Banking 20 wins by the first week of May can be considered a good thing, especially considering how the Yankees slogged their way to a forgettable 82-win finish last season.
The 20 wins in 33 games places them at a 98-win pace, one fewer than two seasons ago and anyone would sign up for a win total that high.
The first month brought the Yankees a pulsating four-game sweep in Houston, where the Astros may not be as good as past seasons when they seemingly stood in the way at every turn. Now it appears that role is being handed off to the Orioles, who took three of four, held the Yankees to six runs and prompted players such as Gleyber Torres to state “we got punched in the face.”

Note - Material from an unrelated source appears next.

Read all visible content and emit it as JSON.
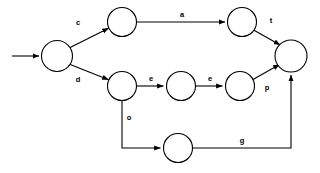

Even with the quiet bat society reappearing in Baltimore, the first month and change featured the Yankees being at the top of several hitting categories even with Aaron Judge off to an extremely slow start that has him hitting .197 and his average at or above .200 following nine of the first 33 games so far. It also features Giancarlo Stanton showing signs of life before quieting, Anthony Rizzo peaking last week and quieting again along with Anthony Volpe scorching through his first few weeks at the bottom of the order before faltering at a leadoff hitter.
The most consistent aspects of the respectable start are Juan Soto being as good as advertised and Clay Holmes being mostly dominant. Coincidentally both are free agents and will present the Yankees with some big decisions further down the road.
Soto is a .336 hitter so far and should he stay hot the all season he could surpass his previous highest batting average of .351 set in 47 games during the pandemic 2020 season where he actually missed the opening series in Washington because of COVID-19. Soto’s average puts him pace to finish with his highest full season average after hitting .275 last season and .242 in 2022 when he turned down a $440 million contract from the Nationals and was traded to the Padres.
Soto’s performance is hardly surprising considering how in awe of his teammates were of him during the opening weeks of spring training. And perhaps his biggest highlight to date are hitting a 409-foot homer in a five-run inning against Tampa Bay on April 19 and making a leaping catch in a game that felt so long ago after the grueling Knicks-Sixers series felt like a month as opposed to two weeks.
“Not very surprised,” Yankees starter Clarke Schmidt said with an almost awestruck tone of Soto that night. “It’s like every moment, it’s big games, or big ABs. He’s just a special player.”
A slump for Soto so far consists of him going hitless in consecutive games, which occurred April 21-22 and saw his average “drop” from .354 to .322. It is the kind of impact the Yankees anticipated upon making the six-player trade with San Diego in December.
If there is a pitching equal to Soto’s early dominance then it might apply to Clay Holmes, whose trademark sinker is showing significant effectiveness so far. It is helping him to a 69 percent groundball rate so far, up from the 66.7 percent rate last season when Holmes posted a 2.86 ERA in 66 appearances.
Also helping Holmes is continued dominance of a slider as a secondary pitch. Holmes permitted a .222 mark with the pitch two seasons ago, and it was down to .128 last season but so far, hitters are 0-for-12 on the pitch.
The ground ball rate and effective slider to compliment the sinker are helping Holmes start with a run of 15 scoreless appearances and 10 saves.
The trust and confidence in his stuff is why the Yankees deployed Holmes for the final five outs of their only win in Baltimore on Wednesday.
“That’s the game right there,” manager Aaron Boone told reporters. “And if the eighth inning got long and we had to go with someone else in the ninth, so be it. We’re at the top of their order, game’s on the line with a couple guys out there. You know with Clay, it’s one pitch away if he puts you on the ground properly.
So far Soto is hitting the ball properly and Holmes is putting the ball on the ground properly. Those performances are highlighting a 20-13 start which marks the first time the Yankees reached 20 wins by May 1 since 2003 and it potentially sets them up well for the final five months of the marathon.